Study aid, not legal advice. caselaw is not a law firm and does not provide legal advice or engage in the unauthorized practice of law (UPL). All briefs, outlines, and citation tools on these pages are educational summaries for law students; they are not a substitute for advice from a licensed attorney admitted in your jurisdiction. Bar-admission rules vary by state. For court filings or client matters, verify every authority against the official reporter and your court's local rules. Use of caselaw does not create an attorney-client relationship.
General
The St. John Wood-Working Company, Respondent, v. Samuel W. B. Smith et al., Appellants
178 N.Y. 629·New York Court of Appeals·1904·NY
Brief incoming
Hand-reviewed Bluebook brief (procedural posture, facts, issue, holding, reasoning, dissent) ships once the AI generation pipeline runs through this case. Join the waitlist to get notified when 1L briefs go live.
Opinion
The St. John Wood-Working Company, Respondent, v. Samuel W. B. Smith et al., Appellants.

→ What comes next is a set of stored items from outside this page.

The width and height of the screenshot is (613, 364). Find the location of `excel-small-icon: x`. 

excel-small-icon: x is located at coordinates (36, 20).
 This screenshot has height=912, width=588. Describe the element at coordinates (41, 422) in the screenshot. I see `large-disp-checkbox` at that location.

St. John Wood- Worlúng Co. v. Smith, 82 App. Div. 348, affirmed.
(Argued May 10, 1904;
decided May 31, 1904.)
Appeal from a judgment of the Appellate Division of the Supreme Court in the first judicial department, entered April 24, 1903, affirming a judgment in favor of plaintiff entered upon a decision of the court on trial at Special Term.
Thomas C. Ermever for appellants.
Charles W. Dayton and Joseph E. Bullen for respondent.
[MAJORITY]
Judgment affirmed, with costs; no opinion.
Concur: Pabkeb, Ch. J., Gbay, Babtlett, Mabtin, Vann, Cullen and Webneb, JJ.